At least John had gotten the last word in, as he’d no doubt planned.
To get laid or not to get laid, that is the question. . . .
After dinner, Adam asked her, “Do you want to go up on deck for a breath of air?”
“No!” Frank roared. When Veronica raised her eyebrows at him, he said, “I need your help with . . . something.”
Veronica understood the old coot. He honestly believed she and Jake still had a chance.
Later that night, as she lay staring up through the darkness at the ceiling of her small bunk room, where Brenda slept soundly above her, Veronica contemplated the incredible day she had experienced. She hadn’t developed a sudden affection for her grandfather, far from it, but she was learning so much from him. And it was a good feeling not to be afraid on the water. She might be about to embark on a relationship with a new man—Adam or Caleb, she wasn’t sure.
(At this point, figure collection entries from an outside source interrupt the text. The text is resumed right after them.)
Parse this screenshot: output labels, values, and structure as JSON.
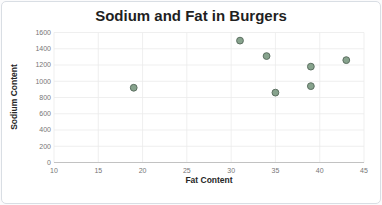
{
  "chart_data": {
    "type": "scatter",
    "title": "Sodium and Fat in Burgers",
    "xlabel": "Fat Content",
    "ylabel": "Sodium Content",
    "xlim": [
      10,
      45
    ],
    "ylim": [
      0,
      1600
    ],
    "x_ticks": [
      10,
      15,
      20,
      25,
      30,
      35,
      40,
      45
    ],
    "y_ticks": [
      0,
      200,
      400,
      600,
      800,
      1000,
      1200,
      1400,
      1600
    ],
    "grid": true,
    "legend": false,
    "points": [
      {
        "x": 19,
        "y": 920
      },
      {
        "x": 31,
        "y": 1500
      },
      {
        "x": 34,
        "y": 1310
      },
      {
        "x": 35,
        "y": 860
      },
      {
        "x": 39,
        "y": 1180
      },
      {
        "x": 39,
        "y": 940
      },
      {
        "x": 43,
        "y": 1260
      }
    ],
    "colors": {
      "point_fill": "#87a38d",
      "point_stroke": "#5c6f61",
      "gridline": "#ebebeb",
      "axis_line": "#c2c2c2",
      "tick_label": "#767676",
      "title": "#1f1f1f",
      "card_border": "#d9dee4",
      "background": "#ffffff"
    }
  }
}
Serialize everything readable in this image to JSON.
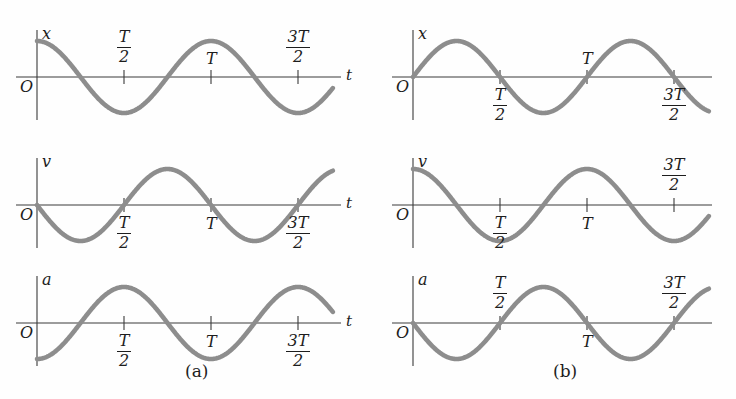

Not once had she thought about her old job and what she would do next week or next month. It was as if she were on a slow-moving roller coaster, chug-chug-chugging to the top of what promised to be a thrilling adventure. This trip was going to change her life; she just sensed that it would. In what way, she didn’t know. But her whole body was on high alert, waiting for something important to happen.
In the midst of all this weighty contemplation, a tear slipped through her eye and rolled down her cheek. There was something missing in this picture.
Jake.
Why aren’t you here?
I miss you. I know I shouldn’t, but I do.
Oh, Jake.
Giving up, Veronica quietly eased herself out of bed, trying not to awaken Brenda. Slipping on a pair of running shorts—she’d been wearing a T-shirt and panties to sleep in—she crept out of their small room and made her way up the steps and out onto the deck. The old Veronica would have needed Peptos and a lot of courage. The new Veronica just plowed ahead. There was a full moon out over the very still, black water. The only sound was the gentle lap of the waves against the side of the boat. She walked over and leaned her elbows on the gunwale.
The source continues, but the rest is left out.